Finance minister Amir Khasru Mahmud Chowdhury has asked the Asian Development Bank for substantially more financial and technical assistance, arguing that surging energy import bills, geopolitical turbulence and accelerating climate threats have combined to strain the economy to a point where support from international stakeholders has become critical.
Addressing the governors’ business session of the ADB’s 59th annual meeting in Samarkand on Monday, Chowdhury said global fuel price spikes and the pressure on the Bangladeshi taka against the dollar had compounded the difficulty.
The cooperation of international partners is urgently needed to secure Bangladesh’s energy supplies and maintain economic stability, he told the gathering, which drew ministers, senior officials and policymakers from 47 countries.
Chowdhury lauded ADB’s timely budget support but argued that “counter-cyclical financing” must continue if global risks escalate further. He urged the ADB to play a central role in building a long-term sustainable energy architecture for Bangladesh, which has set a target of meeting 20 percent of its power from renewable sources by 2030.

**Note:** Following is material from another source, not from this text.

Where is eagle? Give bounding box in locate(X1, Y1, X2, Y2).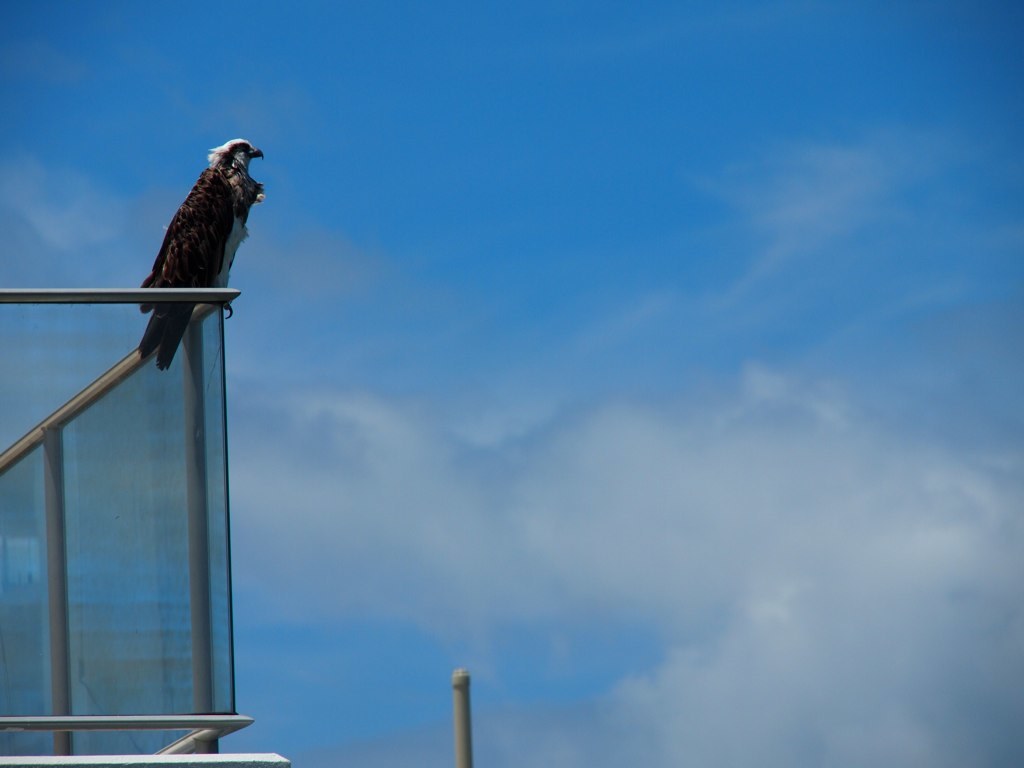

On climate, the minister catalogued the country’s exposure: floods, cyclones, river erosion, salinity intrusion and sea-level rise that threaten both livelihoods and infrastructure. He called for a scale-up of low-interest climate finance spanning adaptation and mitigation, including resilient infrastructure, climate-smart agriculture, disaster risk reduction, nature-based solutions and carbon markets. He also invited the ADB to lead the Bangladesh Climate Development Partnership, a country-level platform intended to drive renewable energy expansion, ecosystem restoration and river rehabilitation.
The finance minister pressed the case for heavier private-sector investment, stronger regional connectivity through SASEC, SAARC and Asean frameworks, and sustained ADB engagement in infrastructure, energy, transport, education and institutional development. Job creation, social protection and balanced regional growth, Chowdhury said, remained the government’s top priorities.
Chowdhury also raised the Rohingya crisis issue, noting that Bangladesh continued to shelter large numbers of forcibly displaced Myanmar nationals on humanitarian grounds and that ADB’s additional support was needed for both the displaced population and host communities.
The theme for the Monday session was “Crossroads of Progress: Advancing the Region’s Connected Future”. The annual meeting, which opened on May 3, concludes on Wednesday.